**DATA SHOWN**
========================================================================
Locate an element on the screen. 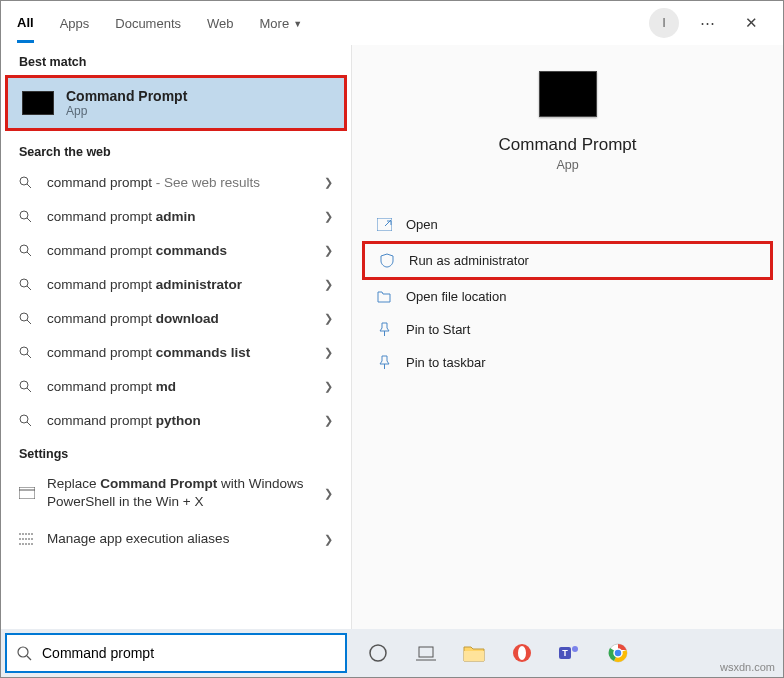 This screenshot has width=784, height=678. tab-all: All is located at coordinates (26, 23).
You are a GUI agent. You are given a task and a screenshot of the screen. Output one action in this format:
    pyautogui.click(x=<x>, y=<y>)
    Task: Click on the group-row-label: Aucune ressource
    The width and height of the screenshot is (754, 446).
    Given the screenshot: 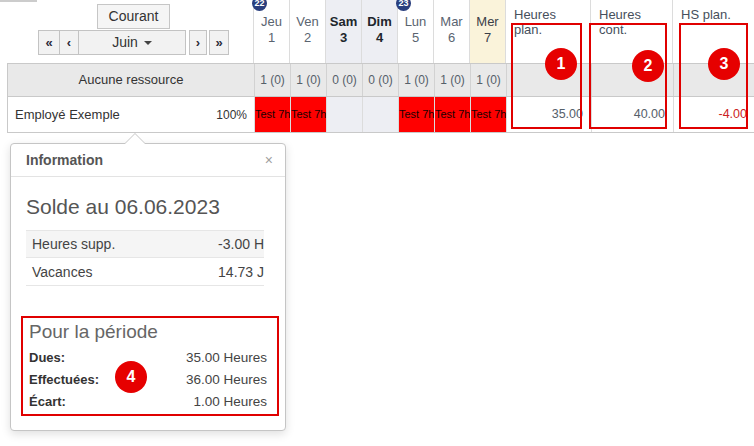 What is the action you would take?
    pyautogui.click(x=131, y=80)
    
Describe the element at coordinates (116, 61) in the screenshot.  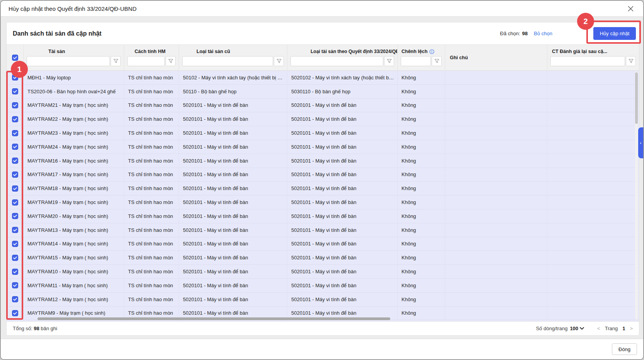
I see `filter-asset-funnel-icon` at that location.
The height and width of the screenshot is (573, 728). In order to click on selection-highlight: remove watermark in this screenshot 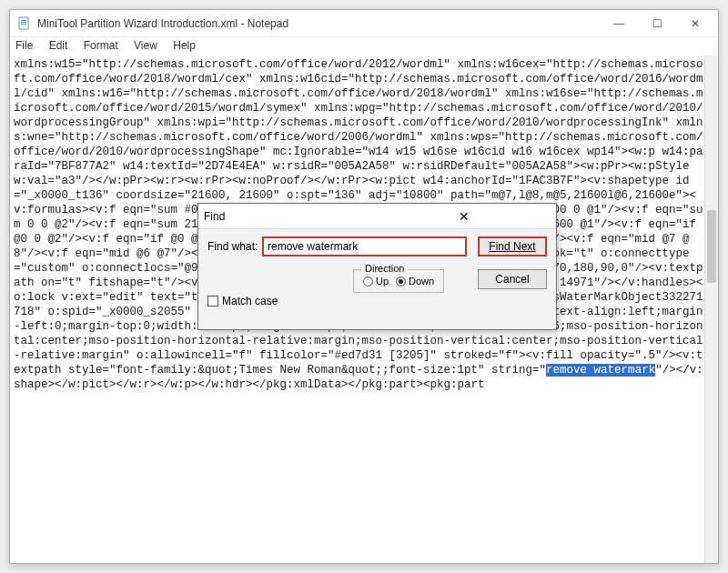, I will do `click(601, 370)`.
========================================================================
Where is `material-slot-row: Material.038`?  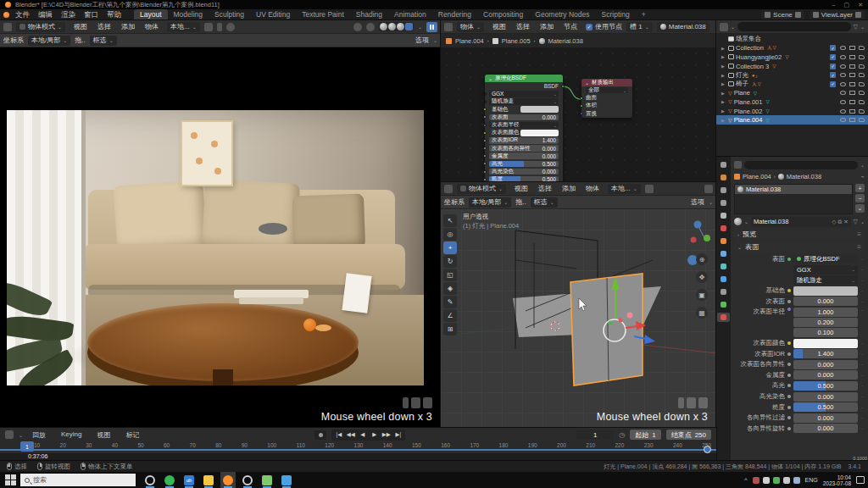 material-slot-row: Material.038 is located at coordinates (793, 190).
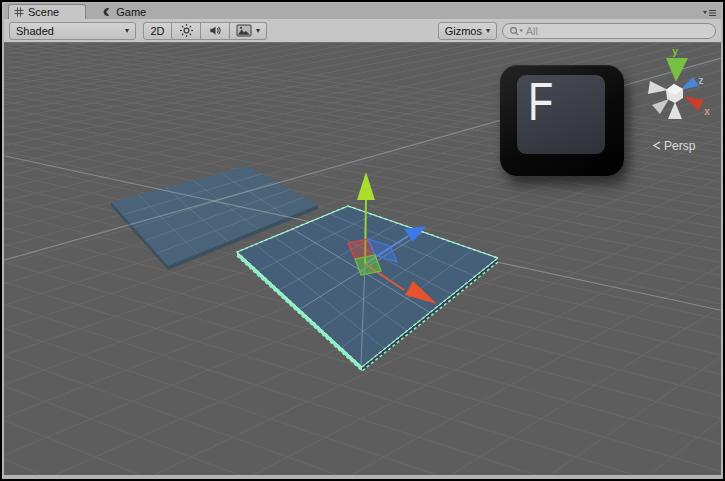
========================================================================
**WORK INSTRUCTION**
In the listing above, find the line containing "You are a GUI" and the line containing "The width and", then retype both and every line between them exactly, with nothing else.

**WRITTEN RESPONSE**
You are a GUI agent. You are given a task and a screenshot of the screen. Output one action in this format:
    pyautogui.click(x=<x>, y=<y>)
    Task: Click on the group-row-label: Aucune ressource
    The width and height of the screenshot is (754, 446).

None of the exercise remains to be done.